JS-64.6
Inequality and Emotion Management in Parental Caregiving By Chinese Daughters

Friday, July 18, 2014: 9:45 AM
Room: 301
Oral Presentation
Patricia O'NEILL , Sociology, University of Oxford, Oxford, United Kingdom
In the past, normative values in historically Confucian societies strongly demarcated the roles of sons and daughters with regard to the care of elderly parents. Whilst sons were charged with responsibility for parents’ wellbeing, daughters-in-law or daughters carried out the hard work of hands on caregiving.

Today the rigid family hierarchy is undergoing change due to ubiquitous education and professional employment of women. Asian daughters are becoming self-sufficient. Their domination by and dependency on the family has diminished to a great extent.

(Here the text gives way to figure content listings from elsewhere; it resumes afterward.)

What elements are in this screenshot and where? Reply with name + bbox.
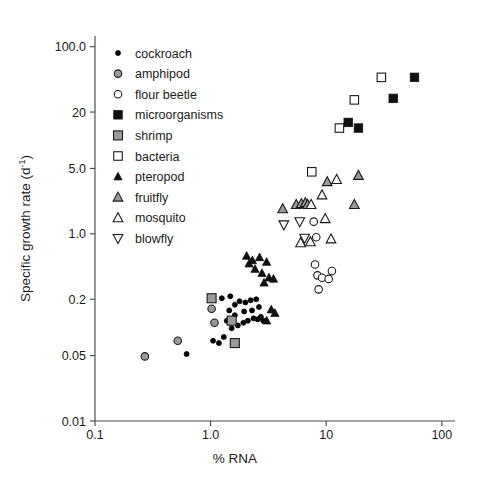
legend-label: cockroach <box>135 47 192 61</box>
legend-item-pteropod: pteropod <box>114 170 184 184</box>
legend-item-bacteria: bacteria <box>114 150 180 164</box>
data-point <box>229 326 234 331</box>
legend-item-microorganisms: microorganisms <box>114 108 223 122</box>
data-point <box>242 309 247 314</box>
data-point <box>243 300 248 305</box>
legend-marker-circle-icon <box>114 70 122 78</box>
data-point <box>245 318 250 323</box>
data-point <box>248 298 253 303</box>
data-point <box>243 252 251 260</box>
series-pteropod <box>243 252 279 324</box>
data-point <box>315 286 323 294</box>
data-point <box>141 353 149 361</box>
data-point <box>279 221 289 230</box>
x-tick-label: 100 <box>431 428 452 442</box>
legend-item-shrimp: shrimp <box>114 129 173 143</box>
data-point <box>308 168 317 177</box>
data-point <box>410 73 419 82</box>
legend-marker-square-icon <box>114 131 123 140</box>
data-point <box>377 73 386 82</box>
legend-item-blowfly: blowfly <box>113 232 174 246</box>
data-point <box>335 124 344 133</box>
legend-item-flour-beetle: flour beetle <box>114 88 197 102</box>
data-point <box>350 96 359 105</box>
data-point <box>219 296 224 301</box>
data-point <box>349 200 359 209</box>
data-point <box>256 305 261 310</box>
data-point <box>354 124 363 133</box>
legend-item-cockroach: cockroach <box>116 47 193 61</box>
legend-item-fruitfly: fruitfly <box>113 191 169 205</box>
series-blowfly <box>279 218 309 244</box>
data-point <box>208 305 216 313</box>
data-point <box>278 204 288 213</box>
legend-marker-triangle-up-icon <box>114 172 122 180</box>
y-axis-title: Specific growth rate (d-1) <box>17 155 33 302</box>
legend-item-amphipod: amphipod <box>114 67 190 81</box>
legend-marker-triangle-up-icon <box>113 192 123 201</box>
y-tick-label: 0.2 <box>69 293 86 307</box>
data-point <box>211 338 216 343</box>
data-point <box>344 118 353 127</box>
data-point <box>228 294 233 299</box>
y-tick-label: 20 <box>72 106 86 120</box>
legend-label: flour beetle <box>135 88 197 102</box>
y-tick-label: 1.0 <box>69 227 86 241</box>
legend-label: bacteria <box>135 150 180 164</box>
legend: cockroachamphipodflour beetlemicroorgani… <box>113 47 223 246</box>
series-flour-beetle <box>310 218 336 293</box>
data-point <box>255 253 263 261</box>
data-point <box>322 177 332 186</box>
data-point <box>332 174 342 183</box>
series-amphipod <box>141 305 218 360</box>
data-point <box>227 308 232 313</box>
data-point <box>328 267 336 275</box>
legend-marker-triangle-down-icon <box>113 235 123 244</box>
plot-canvas: 0.010.050.21.05.020100.00.11.010100 cock… <box>0 0 481 484</box>
data-point <box>317 190 327 199</box>
data-point <box>320 214 330 223</box>
data-point <box>227 316 236 325</box>
legend-label: pteropod <box>135 170 184 184</box>
data-point <box>310 218 318 226</box>
data-point <box>311 261 319 269</box>
data-point <box>230 339 239 348</box>
legend-marker-circle-icon <box>114 90 122 98</box>
data-point <box>325 275 333 283</box>
legend-marker-circle-icon <box>116 51 121 56</box>
legend-marker-square-icon <box>114 111 123 120</box>
data-point <box>326 234 336 243</box>
series-cockroach <box>184 294 266 357</box>
legend-label: blowfly <box>135 232 174 246</box>
data-point <box>216 341 221 346</box>
y-axis-title-tail: ) <box>18 155 33 160</box>
data-point <box>389 94 398 103</box>
legend-marker-triangle-up-icon <box>113 213 123 222</box>
data-point <box>313 233 321 241</box>
data-point <box>263 258 271 266</box>
legend-label: shrimp <box>135 129 173 143</box>
data-point <box>211 319 219 327</box>
y-tick-label: 0.01 <box>62 415 86 429</box>
x-tick-label: 1.0 <box>202 428 219 442</box>
y-tick-label: 100.0 <box>55 40 86 54</box>
legend-item-mosquito: mosquito <box>113 211 186 225</box>
data-point <box>249 308 254 313</box>
data-point <box>354 170 364 179</box>
y-axis-title-base: Specific growth rate (d <box>18 168 33 302</box>
y-tick-label: 0.05 <box>62 349 86 363</box>
legend-label: fruitfly <box>135 191 169 205</box>
legend-label: microorganisms <box>135 108 223 122</box>
data-point <box>237 299 242 304</box>
data-point <box>207 294 216 303</box>
data-point <box>184 351 189 356</box>
data-point <box>254 297 259 302</box>
y-axis-title-superscript: -1 <box>17 160 27 168</box>
scatter-plot-figure: 0.010.050.21.05.020100.00.11.010100 cock… <box>0 0 481 484</box>
y-tick-label: 5.0 <box>69 162 86 176</box>
x-tick-label: 10 <box>319 428 333 442</box>
data-point <box>232 302 237 307</box>
legend-label: mosquito <box>135 211 186 225</box>
legend-marker-square-icon <box>114 152 123 161</box>
data-point <box>174 337 182 345</box>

Gender based roles and obligations associated with family membership have nonetheless not abated. Though daughters may now contribute as much as sons to parents’ financial support, culturally sensitized norms suggest caregiving remains within the woman’s purview. And, perhaps surprisingly given their modern lifestyles, daughters continue to be committed to this filial obligation.

Within the framework of Hochschild’s theory of emotion management, this paper explores the emotion work Chinese daughters undertake to justify and sustain their caregiving activities. Specifically, it examines the importance of emotional investment in caregiving and how daughters overcome unhappy feelings related to son favouritism in order discharge kinship responsibilities.

In furtherance of this research, fifty-five Chinese women born between 1946 and 1980 participated in semi-structured, in depth interviews in Hong Kong and Singapore during 2011 and 2012. Findings indicate feelings of affection rather than duty may mediate the quality and length of care daughters are willing to provide to elderly and disabled parents. If feelings of affection are absent or weak, caregiving may be unsustainable and alternative behaviours may be result. The ability to manage emotions, therefore, may not only be critical to the relationship between caregiver and care recipient but determinative of whether care is subcontracted to foreign domestic workers, parents and in-laws are placed in nursing homes, or parents are abandoned or abused.